There isn’t much time left to see a small exhibition of fresh work by young visual artists in the Martha’s Vineyard Regional High School’s Advanced Placement art course, on display Saturday and Tuesday in the community room at the Oak Bluffs library.

The show offers a rare glimpse of what’s on the minds of five Island teenagers, who have been exploring specific fields of inquiry as they build the art portfolios that will determine their final grade in the college-level class.

Humanity’s impacts on the natural world, the not-always-welcome changes that come with growing up and the daily challenges of living with anxiety and depression are striking themes in the Oak Bluffs show.

“I wanted to capture the effects of deforestation on the planet and its creatures,” writes painter Annalee Hoy in her artist’s statement for a trio of works, including an unframed acrylic on canvas of a majestic blue stag against a green background of what, at second glance, are leafless, stunted trees.

Concern for the environment also runs through the work of painter Sam Folts, whose dystopian acrylic on canvas Flying Fish combines elements of cyberpunk, steampunk and Surrealism.

The show offers a rare glimpse of what’s on the minds of five Island teenagers. — Maria Thibodeau

With its moray-eel head, ball-gag bridle and desperately staring eye, this armored fish could swim through a Hieronymus Bosch hellscape without causing a ripple.

Bosch is an evident touchstone for painter and photographer Gabriella DeBlase, whose oil on wood titled Earthly Delights echoes the Renaissance-era fantasist’s most famous and bizarre work, The Garden of Earthly Delights.

Ms.
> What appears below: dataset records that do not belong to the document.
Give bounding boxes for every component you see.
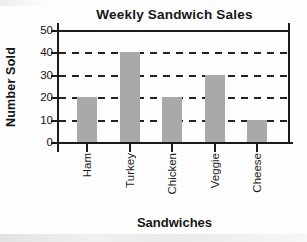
category-label-ham: Ham [79,153,95,177]
y-axis-line [57,23,59,152]
x-tick-turkey [129,142,131,152]
scan-artifact-smudge [0,0,46,6]
y-tick-label-50: 50 [20,23,53,38]
gridline-40 [59,52,288,54]
bar-veggie [205,75,225,142]
plot-right-border [288,23,290,144]
x-tick-cheese [256,142,258,152]
y-tick-label-40: 40 [20,45,53,60]
bar-turkey [120,52,140,142]
scan-artifact-band [0,234,307,242]
y-tick-label-20: 20 [20,90,53,105]
x-tick-ham [86,142,88,152]
bar-chart-figure: Weekly Sandwich Sales Number Sold 010203… [0,0,307,242]
category-label-turkey: Turkey [122,153,138,188]
y-axis-title: Number Sold [4,47,18,127]
category-label-cheese: Cheese [249,153,265,193]
plot-top-border [57,30,290,32]
gridline-30 [59,75,288,77]
bar-chicken [162,97,182,142]
y-tick-label-10: 10 [20,113,53,128]
y-tick-label-0: 0 [20,135,53,150]
y-tick-label-30: 30 [20,68,53,83]
category-label-chicken: Chicken [164,153,180,195]
category-label-veggie: Veggie [207,153,223,188]
x-tick-chicken [171,142,173,152]
chart-title: Weekly Sandwich Sales [59,6,290,23]
y-axis-title-wrap: Number Sold [2,31,19,143]
bar-ham [77,97,97,142]
bar-cheese [247,120,267,142]
x-axis-title: Sandwiches [59,215,290,231]
x-tick-veggie [214,142,216,152]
DeBlase’s tribute is less frantic than Bosch’s original, managing to be both serene and unsettling in its depiction of what looks like another planet — or is it our Earth’s future, with a claw-armed mechanism watching over an unpeopled landscape as metal shapes hover in the sky?

“I am examining and experimenting with the relationship between humans and the natural world,” Ms. DeBlase writes of her work, which also includes photography.

Digital painter Nikeya Tankard’s two pieces in the show both work with the color yellow, but they’re otherwise as different as two self-portraits can be.

Walking on Eggs depicts a pair of feet in low socks, tip-toeing through a series of eggy splats on a sky-blue floor with a glistening string of yolk dangling from one heel.

Star Girl is a close-up of the artist’s unsmiling face, her take-no-prisoners gaze highlighted by a cluster of golden stars and surrounded by a wide, daffodil-colored frame.

An acrylic on canvas painting by Annalee Hoy. — Maria Thibodeau

“These pieces explore the progressions and regressions of becoming an adult,” writes Ms. Tankard.

“Because of their constant relevance in my morning routine throughout all stages of my life, eggs became a continued concept representing this idea of growth and fluctuation,” her statement concluded.

Working in mixed media — chiefly home furnishings and paint — Lux Kisselgof has created three-dimensional expressions of what it’s like to live with depression and anxiety.

Ms. Kisselgof’s interactive piece “what’s even out there?” invites the visitor to draw back a pair of heavy red window curtains, only to see murky and foreboding views beyond the panes.

“The curtains reveal the outside world as a dark and foggy landscape, a place seemingly too dismal and unappealing for someone to voluntarily venture,” writes Ms. Kisselgof, whose other piece in the show is a door with its key chained in place, forever out of reach of the lock.

“The restrained key is meant to represent the way that, even if someone with social anxiety might want to leave their home, their anxiety often holds them back,” she writes.

The Advanced Placement art students’ exhibition is located in the community room on the lower level of the Oak Bluffs library, which is open Saturday from 10 a.m. to 4 p.m. and Tuesday from 10 a.m. to 6 p.m.